The politicians are not interested in dealing with the rulings of an entrenched bureaucracy and perhaps making them revaluate their regulations
FYI Based on the fleet milage obtained in Europe and in the US, if the US adopted the european emission regulations, the US fleet average mileage could be in the order of 50% better. In other words we would use a lot less foreign oil if we changed our automotive emission requirements. thus reducing drastically the CO2 emissions among other things
We all need to push to make sure our government revalutes things in the light of new information.
That's exactly the point: The engine airflow needs need to be matched by the section feeding the air in. Let's remember so called "affinity Laws" that govern flow, pressure and power in dynamic machines. Very different from positive displacement or piston devices. (Flow proportional to speed, Pressure proportional to speed squared, Power proportional to speed elevated to the third power...)
In a turbo you need to match a very different performance map (that's because a dynamic compressor -or expander- uses -or produces- power to the cube of it's RPM, therefore the operation line is curved, where the line for a piston engine would be straight). The Turbocharger in a typical engine does not produce any real power surge at lower RPM's, it needs a relatively large exhaust flow to be eable to speed-up and start producing appreciable pressure into the inate manifold, and at high RPM's, the pressure and flow will be way too much over the piston engine needs, requiring a wastegate and controls to avoid overboosting the engine, overheating piton tops and valves or blowing the engine! By coupling the a compression cylinder to the same crankshaft, the matching of the flows and power appears to be easier to be established and kept over the RPM range of the engine... At least that's the main advantage I guess this design could have. Now, a piston compressor is always more efficient than a dynamic (centrifugal or axial, or screw compressor types). by placing the compression piston on the same crankshaft would be advantageous compared to having an external supercharger, not only for its intrinsic compression efficiency, but taking together the unavoidable transmission losses at the Supercharger belt and pulleys or gears. I hope I made it clear, sorry for the lenghty explanation, English isn't my native language.
The more I look to the idea, the more advantageous it seems.. unless I'm ignoring some catch! Someone ready to find it?
"Now, a piston compressor is always more efficient than a dynamic (centrifugal or axial, or screw compressor types)."
THAT is the part that I question. Any emperical data to qualify that?
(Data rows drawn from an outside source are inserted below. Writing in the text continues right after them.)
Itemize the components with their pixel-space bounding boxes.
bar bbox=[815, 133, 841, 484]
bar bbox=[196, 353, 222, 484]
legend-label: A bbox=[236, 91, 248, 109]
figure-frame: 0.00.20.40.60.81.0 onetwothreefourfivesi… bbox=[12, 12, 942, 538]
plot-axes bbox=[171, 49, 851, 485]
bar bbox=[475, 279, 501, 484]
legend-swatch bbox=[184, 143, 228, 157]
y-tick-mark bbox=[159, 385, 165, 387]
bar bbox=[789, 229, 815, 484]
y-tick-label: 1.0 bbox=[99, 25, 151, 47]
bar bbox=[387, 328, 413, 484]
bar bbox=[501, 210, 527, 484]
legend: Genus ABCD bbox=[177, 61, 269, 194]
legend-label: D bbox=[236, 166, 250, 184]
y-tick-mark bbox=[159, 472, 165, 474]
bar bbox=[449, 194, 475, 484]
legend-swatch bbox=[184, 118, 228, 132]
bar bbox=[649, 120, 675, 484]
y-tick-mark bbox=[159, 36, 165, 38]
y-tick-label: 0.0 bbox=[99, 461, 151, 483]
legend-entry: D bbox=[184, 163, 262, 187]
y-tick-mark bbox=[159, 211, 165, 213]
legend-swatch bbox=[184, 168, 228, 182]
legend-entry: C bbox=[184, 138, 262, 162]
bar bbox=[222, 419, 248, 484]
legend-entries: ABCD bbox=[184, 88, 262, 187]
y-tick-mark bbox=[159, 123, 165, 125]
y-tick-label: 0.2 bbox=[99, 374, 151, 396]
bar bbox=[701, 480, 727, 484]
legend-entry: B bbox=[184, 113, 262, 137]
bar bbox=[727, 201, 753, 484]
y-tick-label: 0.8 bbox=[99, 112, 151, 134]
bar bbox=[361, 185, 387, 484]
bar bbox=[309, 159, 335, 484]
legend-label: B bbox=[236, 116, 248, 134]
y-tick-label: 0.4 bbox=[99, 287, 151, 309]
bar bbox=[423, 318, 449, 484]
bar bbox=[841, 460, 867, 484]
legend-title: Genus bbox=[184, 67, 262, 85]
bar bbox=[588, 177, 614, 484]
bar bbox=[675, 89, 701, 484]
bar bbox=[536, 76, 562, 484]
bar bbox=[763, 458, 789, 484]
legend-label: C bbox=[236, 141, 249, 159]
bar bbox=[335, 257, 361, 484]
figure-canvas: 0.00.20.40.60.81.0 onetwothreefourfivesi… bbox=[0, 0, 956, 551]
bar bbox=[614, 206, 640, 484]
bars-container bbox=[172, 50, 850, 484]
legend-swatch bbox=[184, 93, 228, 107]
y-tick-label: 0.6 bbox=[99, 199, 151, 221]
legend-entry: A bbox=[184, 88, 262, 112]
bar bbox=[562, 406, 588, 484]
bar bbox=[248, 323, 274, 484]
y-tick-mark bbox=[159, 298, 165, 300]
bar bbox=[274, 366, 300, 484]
It seems almost all industrial air compressors have adopted screw type designs over the older piston type design, why would they do that if it were less efficient?
"However, split-cycle efficiency was never very good until Scuderi changed a key part of the combustion process."
"But if you fire after top dead center, the efficiency exceeds that of a conventional engine."
With all the backyard mechanics working of engines over the years, and with the racing industry squeezing every drop of out of engines while looking for an edge, I'll be shocked if a simple change in timing leads to something as big as they are claiming.
And I agree that balancing the airflow is a concern.